Re: can't oom-kill zap the victim's memory?

From: Linus Torvalds
Date: Tue Oct 06 2015 - 04:49:26 EST


On Tue, Oct 6, 2015 at 8:55 AM, Eric W. Biederman <ebiederm@xxxxxxxxxxxx> wrote:
>
> Not to take away from your point about very small allocations. However
> assuming allocations larger than a page will always succeed is down
> right dangerous.

We've required retrying for *at least* order-1 allocations. Exactly
because things like fork() etc have wanted them, and:

- as you say, you can be unlucky even with reasonable amounts of free memory

- the page-out code is approximate and doesn't guarantee that you get
buddy coalescing

- just failing after a couple of loops has been known to result in
fork() and similar friends returning -EAGAIN and breaking user space.

Really. Stop this idiocy. We have gone through this before. It's a disaster.

The basic fact remains: kernel allocations are so important that
rather than fail, you should kill user space. Only kernel allocations
that *explicitly* know that they have fallback code should fail, and
they should just do the __GFP_NORETRY.

So the rule ends up being that we retry the memory freeing loop for
small allocations (where "small" is something like "order 2 or less")

So really. If you find some particular case that is painful because it
wants an order-1 or order-2 allocation, then you do this:

- do the allocation with GFP_NORETRY

- have a fallback that uses vmalloc or just is able to make the
buffer even smaller.

But by default we will continue to make small orders retry. As
mentioned, we have tried the alternatives. It doesn't work.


**How to complete this task**
Note the line where "Help me find window in this image." appears in the data below; write it out exactly, along with every line that comes after it to the end.

**Stored data**
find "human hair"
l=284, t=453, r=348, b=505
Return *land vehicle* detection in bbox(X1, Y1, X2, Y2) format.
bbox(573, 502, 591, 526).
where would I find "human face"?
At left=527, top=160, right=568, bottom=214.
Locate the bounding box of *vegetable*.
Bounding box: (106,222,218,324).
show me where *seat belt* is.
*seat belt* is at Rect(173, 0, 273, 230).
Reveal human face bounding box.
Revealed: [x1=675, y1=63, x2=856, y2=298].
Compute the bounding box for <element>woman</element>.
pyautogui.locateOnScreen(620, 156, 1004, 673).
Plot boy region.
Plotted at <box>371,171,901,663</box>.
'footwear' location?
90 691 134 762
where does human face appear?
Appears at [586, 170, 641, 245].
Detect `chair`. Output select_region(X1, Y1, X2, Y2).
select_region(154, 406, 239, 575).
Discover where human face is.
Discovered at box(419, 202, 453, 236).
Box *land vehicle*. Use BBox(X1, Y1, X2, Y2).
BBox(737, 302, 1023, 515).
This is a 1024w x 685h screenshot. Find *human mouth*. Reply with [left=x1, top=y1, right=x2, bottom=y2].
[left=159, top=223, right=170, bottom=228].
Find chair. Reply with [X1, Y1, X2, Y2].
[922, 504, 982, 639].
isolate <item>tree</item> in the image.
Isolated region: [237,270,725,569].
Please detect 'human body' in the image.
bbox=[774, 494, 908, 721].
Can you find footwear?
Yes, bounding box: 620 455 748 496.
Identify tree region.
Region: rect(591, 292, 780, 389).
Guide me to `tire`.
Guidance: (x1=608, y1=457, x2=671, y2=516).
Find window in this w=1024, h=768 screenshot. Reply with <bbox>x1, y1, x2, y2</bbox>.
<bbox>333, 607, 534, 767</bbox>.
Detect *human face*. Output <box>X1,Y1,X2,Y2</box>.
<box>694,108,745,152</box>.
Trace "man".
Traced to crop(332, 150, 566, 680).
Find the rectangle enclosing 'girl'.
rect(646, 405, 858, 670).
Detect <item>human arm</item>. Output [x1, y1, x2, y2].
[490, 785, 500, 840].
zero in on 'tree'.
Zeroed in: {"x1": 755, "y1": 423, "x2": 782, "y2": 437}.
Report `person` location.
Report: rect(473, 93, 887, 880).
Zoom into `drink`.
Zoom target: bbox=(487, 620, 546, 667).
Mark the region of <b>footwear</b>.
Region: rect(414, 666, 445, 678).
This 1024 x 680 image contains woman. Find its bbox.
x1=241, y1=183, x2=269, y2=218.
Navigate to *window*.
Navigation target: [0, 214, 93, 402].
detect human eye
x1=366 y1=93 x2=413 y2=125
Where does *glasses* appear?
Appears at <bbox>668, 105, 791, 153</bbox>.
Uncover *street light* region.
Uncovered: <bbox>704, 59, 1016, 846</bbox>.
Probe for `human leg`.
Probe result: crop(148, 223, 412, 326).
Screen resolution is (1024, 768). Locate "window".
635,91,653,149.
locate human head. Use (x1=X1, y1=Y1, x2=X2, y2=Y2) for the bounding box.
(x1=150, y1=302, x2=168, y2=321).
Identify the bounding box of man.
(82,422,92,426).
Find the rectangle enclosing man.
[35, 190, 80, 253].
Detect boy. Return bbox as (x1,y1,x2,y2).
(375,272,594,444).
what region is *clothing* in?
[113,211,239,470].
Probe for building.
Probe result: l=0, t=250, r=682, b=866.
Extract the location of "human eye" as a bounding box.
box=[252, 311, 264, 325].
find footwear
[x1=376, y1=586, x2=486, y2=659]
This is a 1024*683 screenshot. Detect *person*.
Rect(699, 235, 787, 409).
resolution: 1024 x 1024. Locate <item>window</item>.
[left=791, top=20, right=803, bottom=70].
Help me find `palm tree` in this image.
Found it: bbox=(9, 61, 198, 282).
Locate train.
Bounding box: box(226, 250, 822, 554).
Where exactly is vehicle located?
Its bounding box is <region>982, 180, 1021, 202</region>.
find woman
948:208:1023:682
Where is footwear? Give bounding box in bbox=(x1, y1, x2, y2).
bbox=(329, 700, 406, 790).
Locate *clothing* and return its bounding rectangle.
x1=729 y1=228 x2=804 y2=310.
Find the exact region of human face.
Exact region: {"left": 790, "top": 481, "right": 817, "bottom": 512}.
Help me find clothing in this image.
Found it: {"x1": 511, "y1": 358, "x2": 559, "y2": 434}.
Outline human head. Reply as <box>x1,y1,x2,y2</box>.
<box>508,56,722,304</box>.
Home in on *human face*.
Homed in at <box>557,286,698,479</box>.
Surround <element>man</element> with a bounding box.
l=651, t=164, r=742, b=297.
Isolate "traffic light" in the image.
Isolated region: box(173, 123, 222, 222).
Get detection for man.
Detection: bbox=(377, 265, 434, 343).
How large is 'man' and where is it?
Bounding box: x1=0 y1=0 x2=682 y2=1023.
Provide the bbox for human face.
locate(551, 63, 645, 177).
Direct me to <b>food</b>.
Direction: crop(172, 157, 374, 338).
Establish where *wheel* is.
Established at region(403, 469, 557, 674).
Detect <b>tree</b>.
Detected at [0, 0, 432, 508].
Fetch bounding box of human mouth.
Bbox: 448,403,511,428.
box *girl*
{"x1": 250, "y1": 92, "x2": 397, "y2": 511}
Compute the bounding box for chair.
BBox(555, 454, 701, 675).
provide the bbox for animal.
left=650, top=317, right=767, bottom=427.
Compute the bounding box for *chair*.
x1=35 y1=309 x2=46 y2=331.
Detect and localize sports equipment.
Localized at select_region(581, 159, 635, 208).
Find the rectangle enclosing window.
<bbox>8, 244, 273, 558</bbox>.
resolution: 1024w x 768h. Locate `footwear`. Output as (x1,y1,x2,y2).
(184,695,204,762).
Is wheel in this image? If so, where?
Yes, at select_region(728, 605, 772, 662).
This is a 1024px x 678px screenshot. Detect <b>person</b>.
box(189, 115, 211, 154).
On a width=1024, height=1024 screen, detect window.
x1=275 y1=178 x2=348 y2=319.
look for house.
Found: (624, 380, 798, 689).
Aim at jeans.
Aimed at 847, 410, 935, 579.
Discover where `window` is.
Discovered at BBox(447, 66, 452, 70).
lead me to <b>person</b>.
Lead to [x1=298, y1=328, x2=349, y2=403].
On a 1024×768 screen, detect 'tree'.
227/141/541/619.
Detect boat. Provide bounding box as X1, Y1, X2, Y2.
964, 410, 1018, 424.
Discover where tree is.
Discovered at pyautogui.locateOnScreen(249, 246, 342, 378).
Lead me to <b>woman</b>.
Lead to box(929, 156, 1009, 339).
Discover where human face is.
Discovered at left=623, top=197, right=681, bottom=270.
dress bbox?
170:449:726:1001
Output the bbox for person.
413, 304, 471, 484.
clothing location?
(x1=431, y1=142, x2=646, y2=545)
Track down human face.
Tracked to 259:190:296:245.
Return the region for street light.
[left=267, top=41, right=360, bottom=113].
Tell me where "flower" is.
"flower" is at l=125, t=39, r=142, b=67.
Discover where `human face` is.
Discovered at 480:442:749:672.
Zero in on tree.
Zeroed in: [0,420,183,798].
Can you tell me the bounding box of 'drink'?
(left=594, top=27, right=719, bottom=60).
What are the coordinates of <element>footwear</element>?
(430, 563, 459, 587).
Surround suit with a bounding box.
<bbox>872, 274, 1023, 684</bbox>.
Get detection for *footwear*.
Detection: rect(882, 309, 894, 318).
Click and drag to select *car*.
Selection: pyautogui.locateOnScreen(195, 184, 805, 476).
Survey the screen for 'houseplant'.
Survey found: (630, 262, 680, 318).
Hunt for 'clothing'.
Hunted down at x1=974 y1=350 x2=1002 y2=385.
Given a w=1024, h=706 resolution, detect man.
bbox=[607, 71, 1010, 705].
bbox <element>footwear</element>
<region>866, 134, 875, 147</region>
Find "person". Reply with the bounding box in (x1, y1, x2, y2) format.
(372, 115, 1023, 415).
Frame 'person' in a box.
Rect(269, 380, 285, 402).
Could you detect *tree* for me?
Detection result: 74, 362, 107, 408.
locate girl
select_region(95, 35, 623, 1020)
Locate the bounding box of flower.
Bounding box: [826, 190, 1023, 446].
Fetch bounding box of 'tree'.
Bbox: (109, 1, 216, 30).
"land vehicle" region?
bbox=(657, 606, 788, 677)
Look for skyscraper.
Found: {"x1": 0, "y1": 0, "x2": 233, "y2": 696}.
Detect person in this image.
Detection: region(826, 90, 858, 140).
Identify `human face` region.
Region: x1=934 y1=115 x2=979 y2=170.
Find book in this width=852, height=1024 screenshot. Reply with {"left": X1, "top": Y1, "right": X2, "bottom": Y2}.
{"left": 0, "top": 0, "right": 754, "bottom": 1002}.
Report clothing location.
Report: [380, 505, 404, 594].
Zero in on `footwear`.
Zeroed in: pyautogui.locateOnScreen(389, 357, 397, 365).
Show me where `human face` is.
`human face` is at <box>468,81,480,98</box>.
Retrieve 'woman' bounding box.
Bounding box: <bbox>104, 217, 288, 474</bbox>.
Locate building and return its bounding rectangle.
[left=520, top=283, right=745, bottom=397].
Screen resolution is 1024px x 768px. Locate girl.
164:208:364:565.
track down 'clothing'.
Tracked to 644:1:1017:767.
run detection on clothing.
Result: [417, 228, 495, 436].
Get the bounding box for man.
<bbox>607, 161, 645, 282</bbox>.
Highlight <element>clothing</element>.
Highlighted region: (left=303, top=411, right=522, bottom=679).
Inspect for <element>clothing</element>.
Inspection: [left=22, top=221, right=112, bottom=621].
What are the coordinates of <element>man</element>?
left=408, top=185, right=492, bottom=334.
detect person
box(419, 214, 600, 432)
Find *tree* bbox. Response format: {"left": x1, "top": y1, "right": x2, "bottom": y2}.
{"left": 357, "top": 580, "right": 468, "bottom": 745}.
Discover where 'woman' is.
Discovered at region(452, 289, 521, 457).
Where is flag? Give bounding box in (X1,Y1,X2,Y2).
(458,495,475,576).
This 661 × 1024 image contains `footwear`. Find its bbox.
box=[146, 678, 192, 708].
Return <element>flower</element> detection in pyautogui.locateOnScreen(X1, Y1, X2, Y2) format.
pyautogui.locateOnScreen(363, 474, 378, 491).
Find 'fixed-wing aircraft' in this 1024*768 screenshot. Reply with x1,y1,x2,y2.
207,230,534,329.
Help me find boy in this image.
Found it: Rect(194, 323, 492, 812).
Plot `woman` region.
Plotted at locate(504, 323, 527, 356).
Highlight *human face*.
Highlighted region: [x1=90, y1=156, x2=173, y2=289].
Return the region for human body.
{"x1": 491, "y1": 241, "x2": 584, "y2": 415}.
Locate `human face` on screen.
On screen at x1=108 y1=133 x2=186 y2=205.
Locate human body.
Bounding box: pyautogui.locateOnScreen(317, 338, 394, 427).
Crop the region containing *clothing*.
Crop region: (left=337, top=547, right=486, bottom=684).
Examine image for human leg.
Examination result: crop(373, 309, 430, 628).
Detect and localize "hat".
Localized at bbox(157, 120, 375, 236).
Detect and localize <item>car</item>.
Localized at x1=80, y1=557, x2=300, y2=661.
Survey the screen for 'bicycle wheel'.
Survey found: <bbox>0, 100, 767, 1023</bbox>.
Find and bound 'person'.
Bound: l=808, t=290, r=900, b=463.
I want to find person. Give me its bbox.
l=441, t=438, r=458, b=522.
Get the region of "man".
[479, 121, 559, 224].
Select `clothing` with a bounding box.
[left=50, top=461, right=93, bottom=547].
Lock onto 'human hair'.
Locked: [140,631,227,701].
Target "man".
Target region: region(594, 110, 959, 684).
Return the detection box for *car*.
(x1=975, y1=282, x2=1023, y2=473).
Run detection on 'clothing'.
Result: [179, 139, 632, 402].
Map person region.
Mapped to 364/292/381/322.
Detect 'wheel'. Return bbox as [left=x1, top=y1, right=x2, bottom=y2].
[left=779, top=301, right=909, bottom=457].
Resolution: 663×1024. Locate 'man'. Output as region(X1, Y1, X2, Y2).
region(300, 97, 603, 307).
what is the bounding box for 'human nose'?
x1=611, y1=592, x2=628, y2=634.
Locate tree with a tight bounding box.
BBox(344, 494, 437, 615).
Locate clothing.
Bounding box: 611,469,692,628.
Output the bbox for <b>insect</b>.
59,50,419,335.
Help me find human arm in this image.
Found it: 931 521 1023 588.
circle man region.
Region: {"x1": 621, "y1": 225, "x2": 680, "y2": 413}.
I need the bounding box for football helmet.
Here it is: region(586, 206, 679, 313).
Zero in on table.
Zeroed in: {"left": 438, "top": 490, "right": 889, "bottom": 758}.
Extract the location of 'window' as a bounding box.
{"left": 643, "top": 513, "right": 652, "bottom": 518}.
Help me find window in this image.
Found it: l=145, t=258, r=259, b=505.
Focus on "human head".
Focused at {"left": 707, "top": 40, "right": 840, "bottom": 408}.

**Answer space**
Help me find window in this image.
Found it: l=145, t=258, r=259, b=505.
Focus on "human head".
Focused at {"left": 707, "top": 40, "right": 840, "bottom": 408}.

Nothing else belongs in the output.